On Sat, 23 Apr 2022 14:57:01 GMT, Xue-Lei Andrew Fan <xue...@openjdk.org> wrote:

>> Profiling the TLS handshakes using SSLHandshake benchmark shows that a large 
>> portion of time is spent in HandshakeContext initialization, specifically in 
>> DisabledAlgorithmConstraints class.
>> 
>> There are only a few instances of that class, and they are immutable. 
>> Caching the results should be a low-risk operation.
>> 
>> The cache is implemented as a softly reachable ConcurrentHashMap; this way 
>> it can be removed from memory after a period of inactivity. Under normal 
>> circumstances the cache holds no more than 100 algorithms.
>
> src/java.base/share/classes/sun/security/util/DisabledAlgorithmConstraints.java
>  line 105:
> 
>> 103:     private final Set<String> disabledAlgorithms;
>> 104:     private final Constraints algorithmConstraints;
>> 105:     private volatile SoftReference<Map<String, Boolean>> cacheRef =
> 
> It looks like a one-clear-for-all mechanism.  Once the clearing happens, the 
> full map will be collected.  For SoftReferences, it clears them fairly 
> eagerly.  Maybe, the performance could be further improved in practice by 
> using soft reference for each map entry (See sun.security.util.Cache code for 
> an example). 
> 
> I will have another look next week.

Right, soft references are likely to be cleaned if they are not used in an 
entire GC cycle.
Using a soft reference for each map entry would not help here; note that all 
keys and all values in this map are GC roots (keys are enum names, values are 
`TRUE` and `FALSE`), so in practice they would never be collected.
Even if we made the entries collectable, it would not help with the TLS case; 
SSLEngine & SSLSocket only check the constraints once at the beginning of the 
handshake, so they would all expire at the same time anyway.
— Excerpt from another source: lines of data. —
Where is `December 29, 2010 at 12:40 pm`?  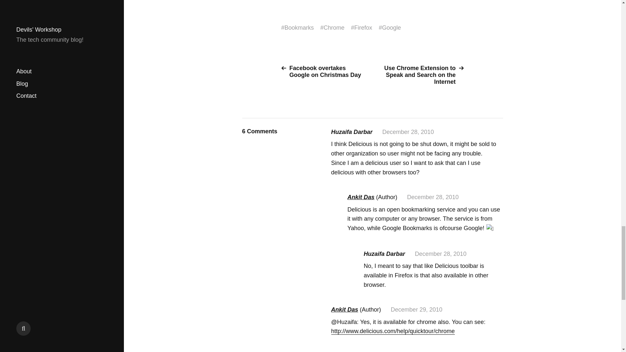 December 29, 2010 at 12:40 pm is located at coordinates (417, 310).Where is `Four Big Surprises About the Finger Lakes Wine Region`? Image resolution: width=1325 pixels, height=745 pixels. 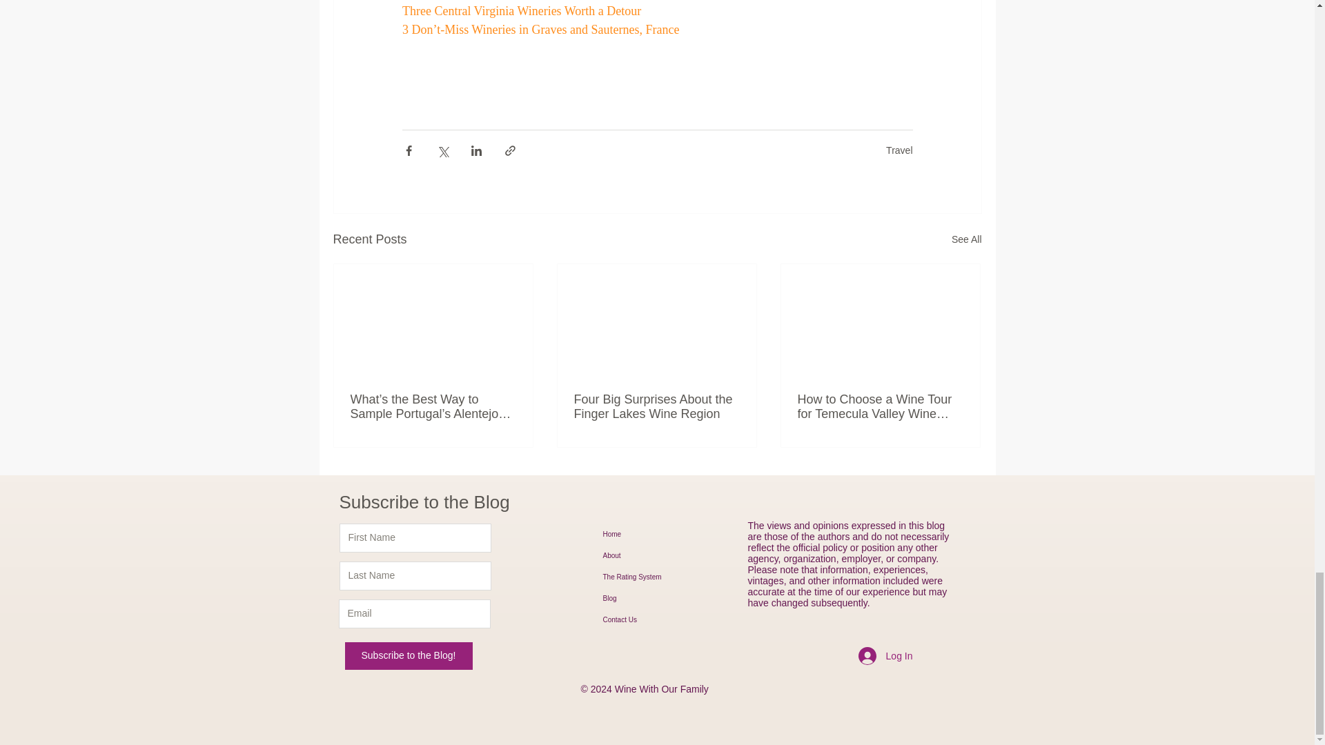 Four Big Surprises About the Finger Lakes Wine Region is located at coordinates (656, 407).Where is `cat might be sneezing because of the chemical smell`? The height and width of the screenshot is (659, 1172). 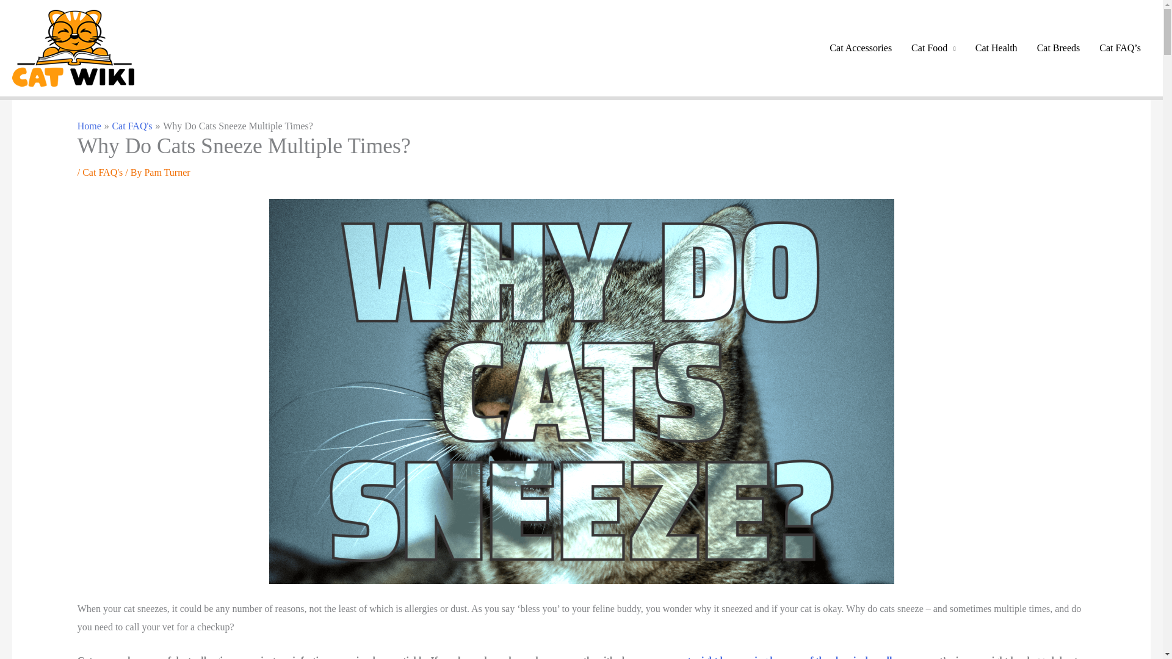
cat might be sneezing because of the chemical smell is located at coordinates (785, 657).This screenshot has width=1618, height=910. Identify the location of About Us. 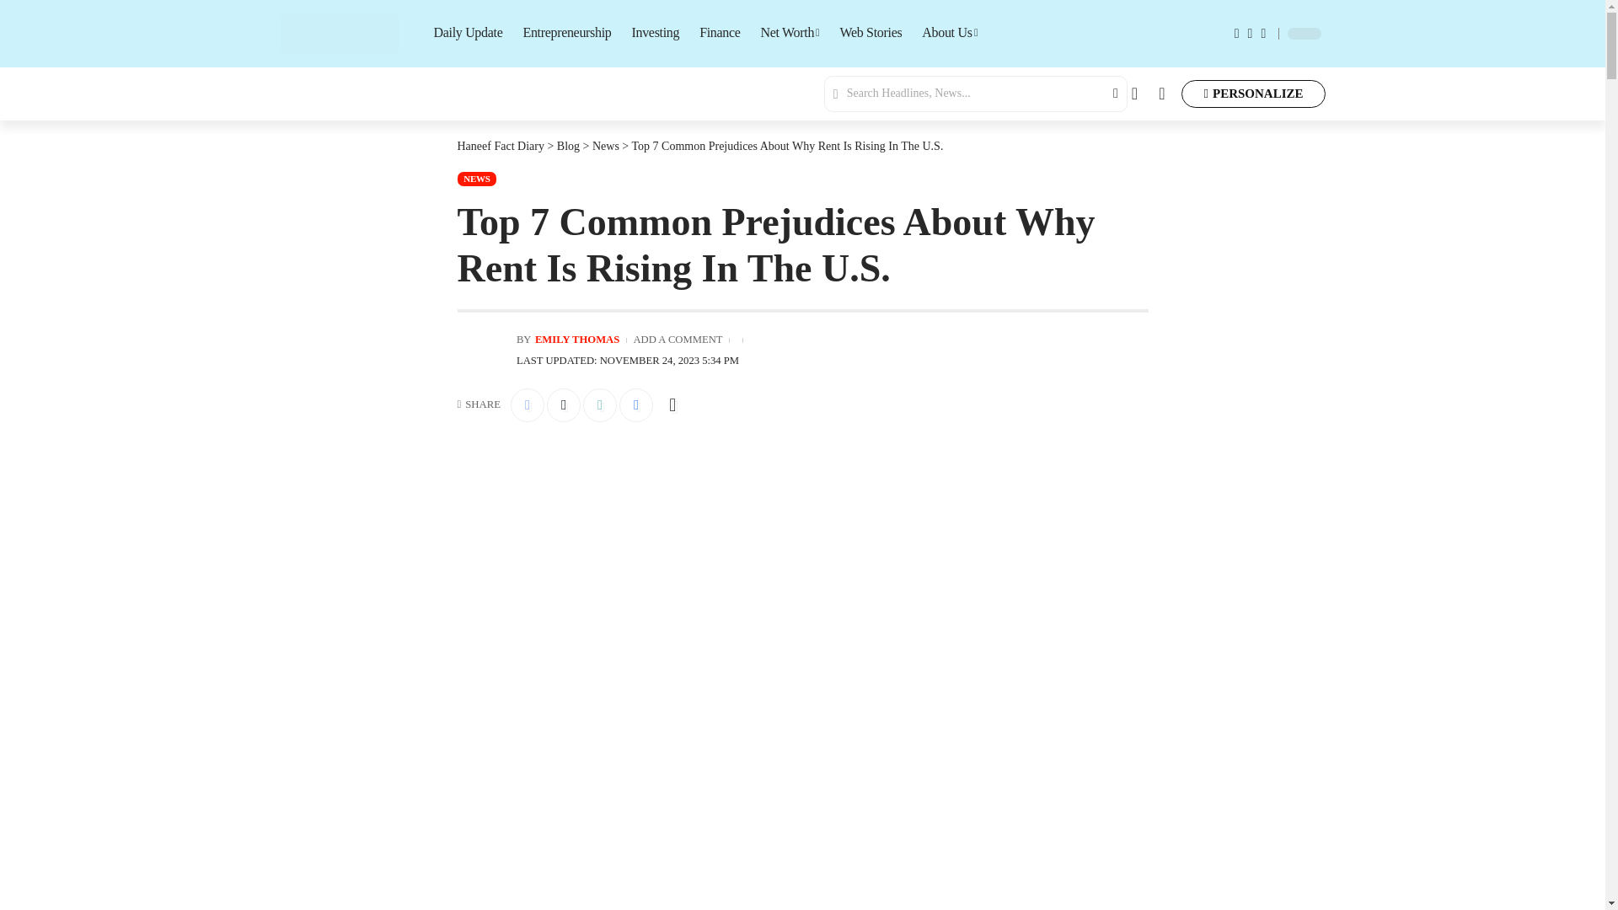
(949, 34).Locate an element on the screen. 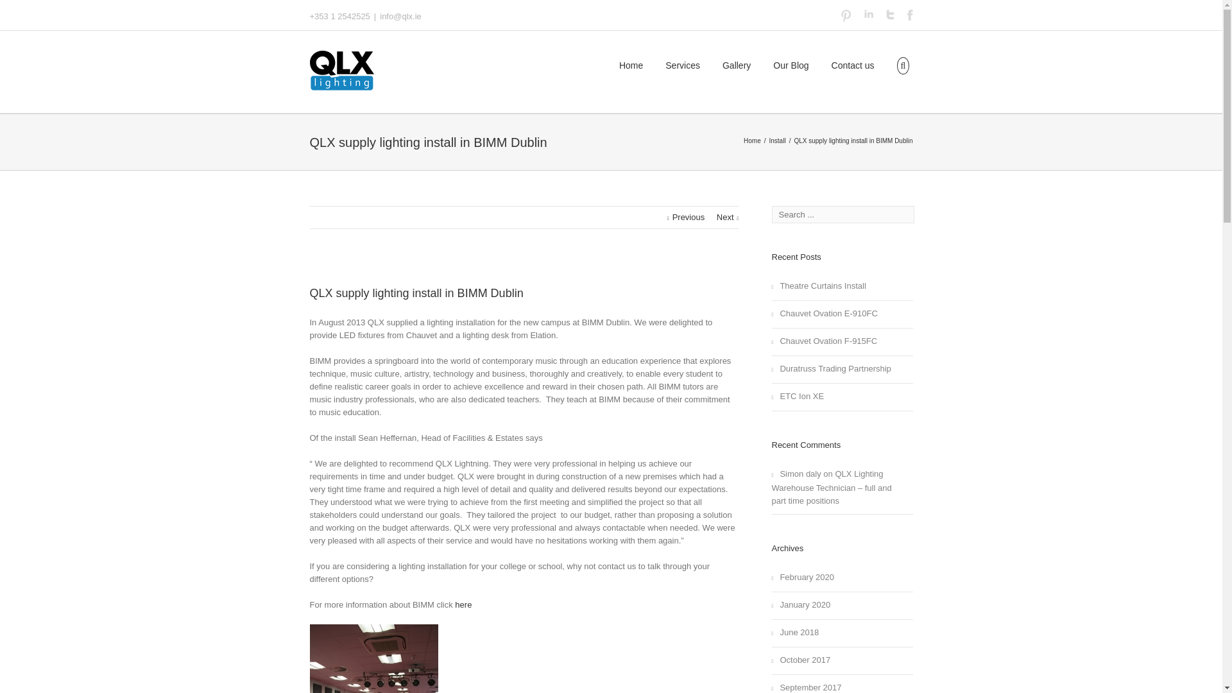  BIMM is located at coordinates (463, 605).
What's even worse, 
we would then have to clear the expired entries from the map.

I also considered limiting the size of the map. That's a tricky subject; we 
would need to get the size limit exactly right. Given that the algorithms are 
always checked in the same order, if the cache were too small, we would get 
zero hits.
With all the above in mind I decided not to use `sun.security.util.Cache` here.